Any observed statistical regularity will tend to collapse once pressure is placed upon it for control purposes.

However, some parts of the concept considerably pre-dates Goodhart's statement in 1975.[4] Shortly after Goodhart's publication, others suggested closely related ideas, including Campbell's law (1976) and the Lucas critique (1976).

As applied in economics, the law is implicit in the economic idea of rational expectations, a theory in economics that states that entities who are aware of a system of rewards and punishments will optimize their actions within said system to achieve their desired results.
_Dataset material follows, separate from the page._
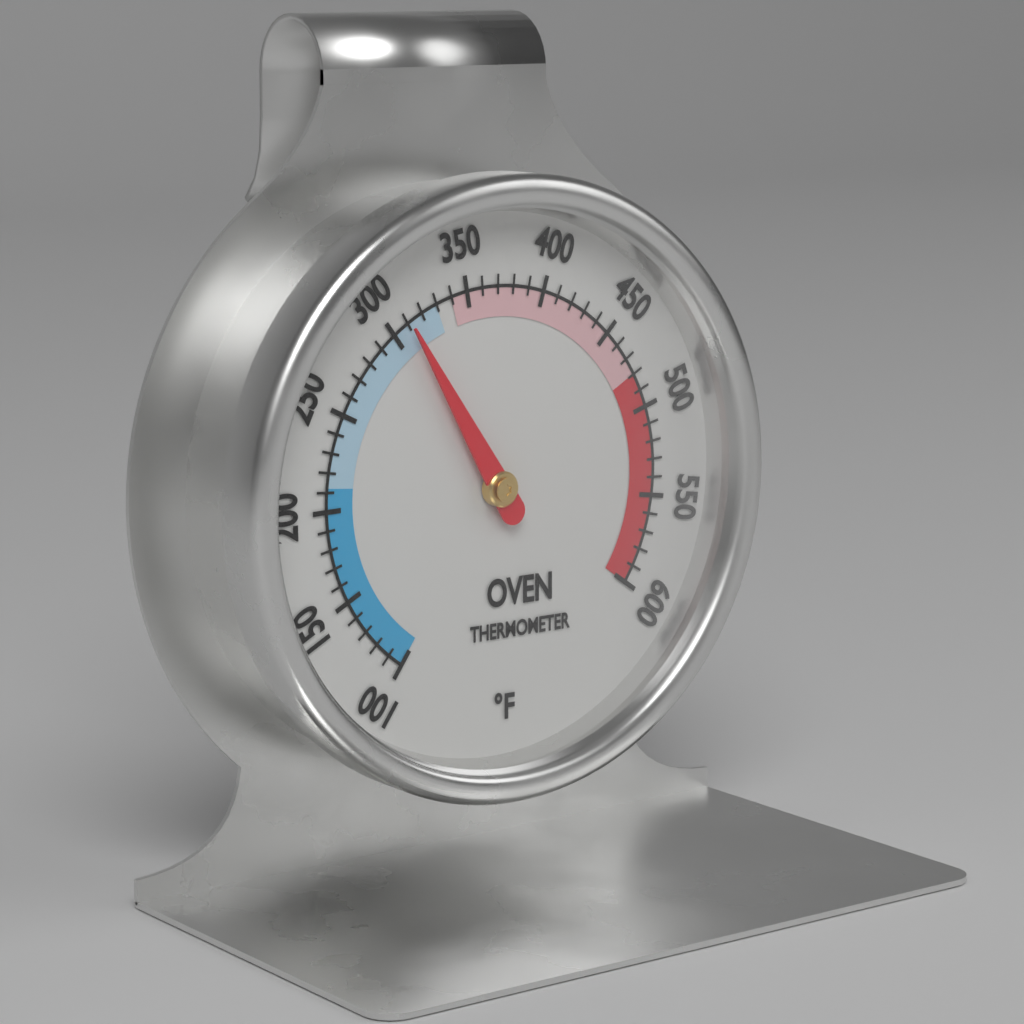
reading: 310 °F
E.g. employees whose performance in a company is measured by some known quantitative measure (cars sold in a month etc.) will attempt to optimize with respect to that measure regardless of whether or not their behavior is profit-maximizing. While it originated in the context of market responses, the law has profound implications for the selection of high-level targets in organizations.[5] Jón Danı́elsson quotes the law as "Any statistical relationship will break down when used for policy purposes" and suggests a corollary to the law for use in financial risk modelling: "A risk model breaks down when used for regulatory purposes."[6] Mario Biagioli has related the concept to consequences of using citation impact measures to estimate the importance of scientific publications:[7]
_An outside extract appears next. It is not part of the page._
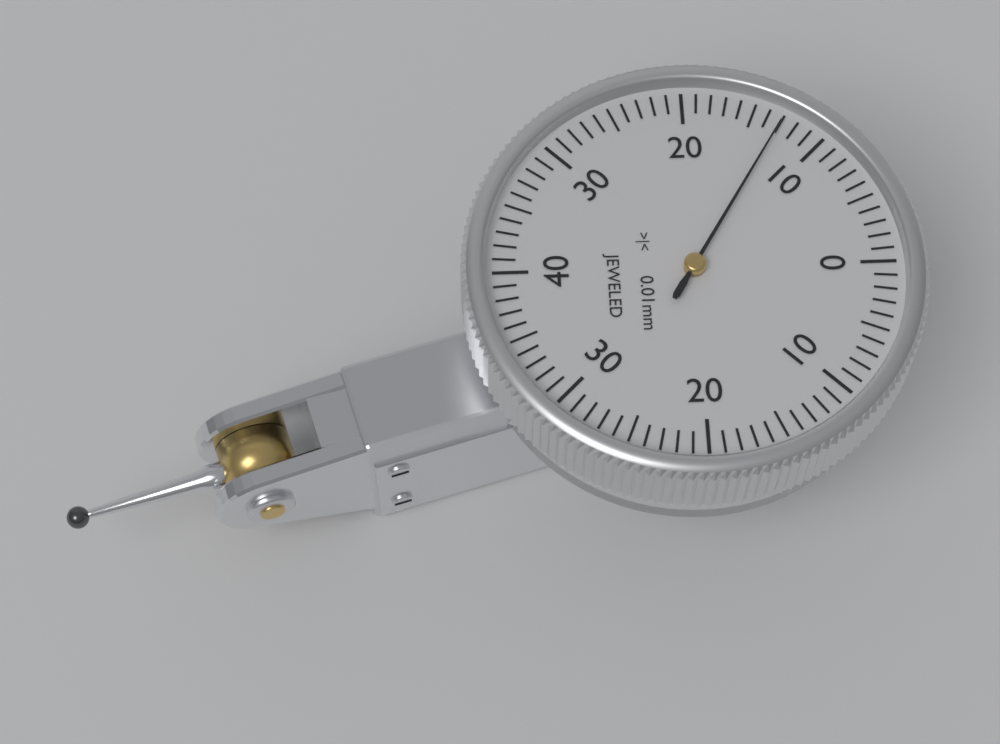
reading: 0.13 mm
All metrics of scientific evaluation are bound to be abused. Goodhart's law (named after the British economist who may have been the first to announce it) states that when a feature of the economy is picked as an indicator of the economy, then it inexorably ceases to function as that indicator because people start to game it.
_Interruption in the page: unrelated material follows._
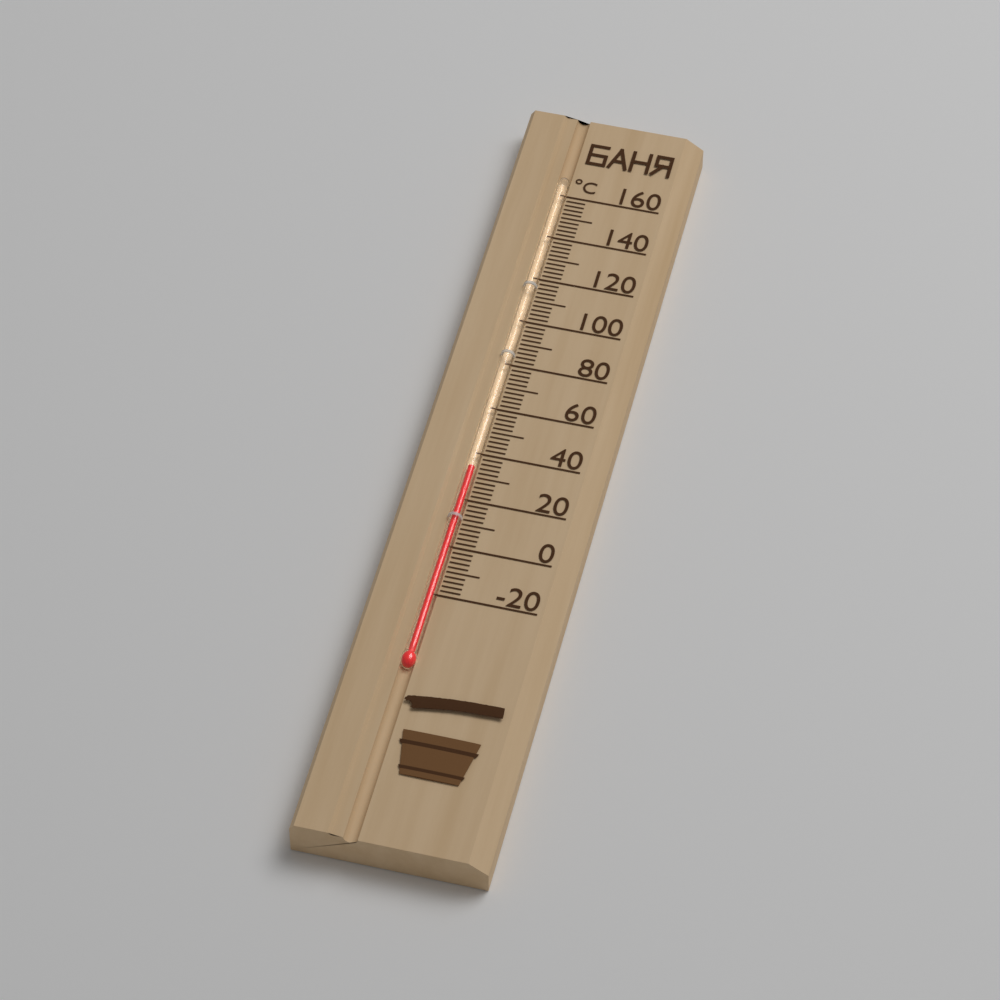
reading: 34 °C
The law is richly illustrated in the 2018 book The Tyranny of Metrics by Jerry Z. Muller.[8] An enunciation of the law preceding both Goodhart's and Campbell's works is due to Jerome R. Ravetz. In his 1971 Scientific Knowledge and Its Social Problems,[9] pp. 295–296, Ravetz discusses how measurement systems can be gamed. For Ravetz, when the goals of a task are complex, sophisticated, or subtle, then crude systems of measurements can be played exactly by those persons possessing the skills to execute the tasks properly, who thus manage to achieve their own goals to the detriment of those assigned.

See also

References

  1. ^ Strathern, Marilyn. "Improving Ratings: Audit in the British University System" (PDF). European Review. 5 (3): 305–321. doi:10.1002/(SICI)1234-981X(199707)5:33.0.CO;2-4.
  2. ^ Manheim, David; Garrabrant, Scott (2018). "Categorizing Variants of Goodhart's Law". arXiv:1803.04585 [cs.AI].
  3. ^ Goodhart, Charles (1981). "Problems of Monetary Management: The U.K. Experience". In Courakis, Anthony S. (ed.). Inflation, Depression, and Economic Policy in the West. pp. 111–146. ISBN 978-0-389-20144-1. {{cite book}}: External link in |chapterurl= (help); Unknown parameter |chapterurl= ignored (|chapter-url= suggested) (help)
  4. ^ "Overpowered Metrics Eat Underspecified Goals". Ribbonfarm. Accessed 26 January 2017.
  5. ^ Goodhart, C. A. E. (1975). "Problems of Monetary Management: The U.K. Experience". Papers in Monetary Economics. Vol. I. Reserve Bank of Australia. {{cite book}}: no-break space character in |first= at position 3 (help)
  6. ^ Daníelsson, Jón (July 2002). "The Emperor Has No Clothes: Limits to Risk Modelling". Journal of Banking & Finance. 26 (7): 1273–1296. CiteSeerX 10.1.1.27.3392. doi:10.1016/S0378-4266(02)00263-7.
  7. ^ Biagioli, Mario (12 July 2016). "Watch out for cheats in citation game" (PDF). Nature. 535 (7611): 201. Bibcode:2016Natur.535..201B. doi:10.1038/535201a. PMID 27411599.
  8. ^ Muller, Jerry Z. (2018). The Tyranny of Metrics. Princeton University Press. ISBN 978-0-691-19126-3.
  9. ^ Ravetz, Jerome R. (1971). Scientific Knowledge and Its Social Problems. Transaction Publishers. ISBN 978-1-4128-3378-3.